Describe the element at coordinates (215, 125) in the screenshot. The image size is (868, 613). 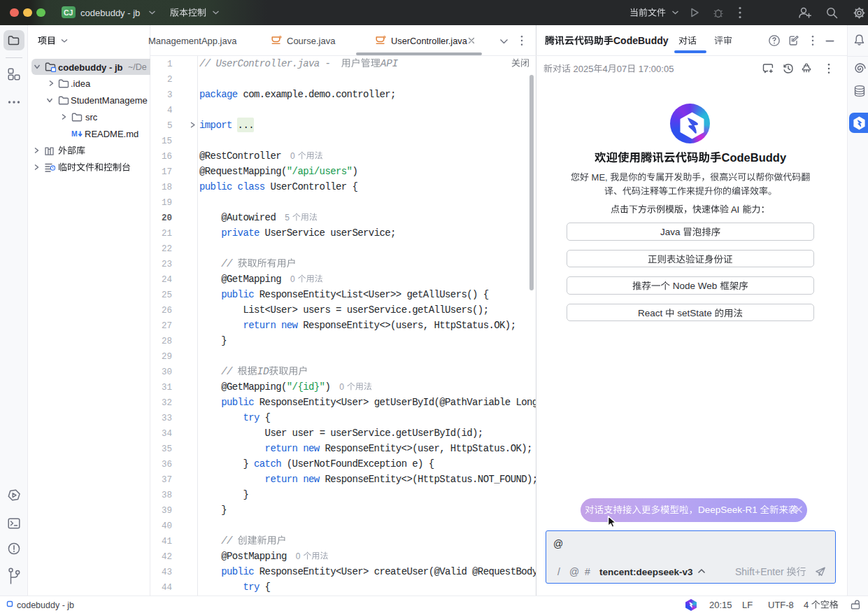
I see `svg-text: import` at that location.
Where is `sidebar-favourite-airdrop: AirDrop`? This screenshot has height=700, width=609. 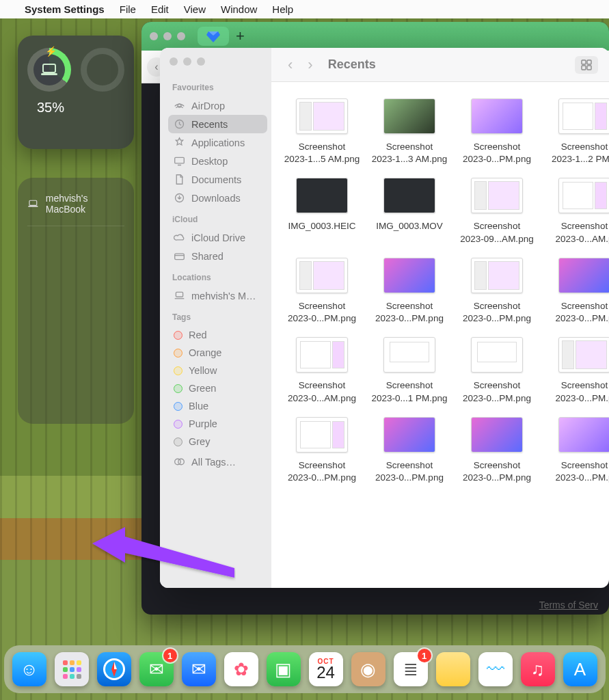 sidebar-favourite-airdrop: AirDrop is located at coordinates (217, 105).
--
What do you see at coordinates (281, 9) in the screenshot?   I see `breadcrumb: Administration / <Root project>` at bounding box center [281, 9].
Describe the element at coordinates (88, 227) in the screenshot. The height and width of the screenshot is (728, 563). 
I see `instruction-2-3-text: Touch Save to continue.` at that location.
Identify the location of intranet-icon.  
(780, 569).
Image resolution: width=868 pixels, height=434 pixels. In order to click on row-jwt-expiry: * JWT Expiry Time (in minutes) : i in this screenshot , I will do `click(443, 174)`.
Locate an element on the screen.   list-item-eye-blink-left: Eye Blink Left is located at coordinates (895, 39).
==
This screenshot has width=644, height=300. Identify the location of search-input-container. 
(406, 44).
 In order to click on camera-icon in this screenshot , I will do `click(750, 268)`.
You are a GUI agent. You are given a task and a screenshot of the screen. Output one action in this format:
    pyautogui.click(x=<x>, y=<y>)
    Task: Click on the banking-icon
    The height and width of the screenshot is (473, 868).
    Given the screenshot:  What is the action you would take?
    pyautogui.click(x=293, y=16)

*TASK TO COMPLETE:*
Retype exactly, and only, the lines above from the one where "Image resolution: width=868" occurs up to and including the one where "Locate an element" occurs.

*RESULT BELOW:*
Image resolution: width=868 pixels, height=434 pixels. In order to click on row-jwt-expiry: * JWT Expiry Time (in minutes) : i in this screenshot , I will do `click(443, 174)`.
Locate an element on the screen.   list-item-eye-blink-left: Eye Blink Left is located at coordinates (895, 39).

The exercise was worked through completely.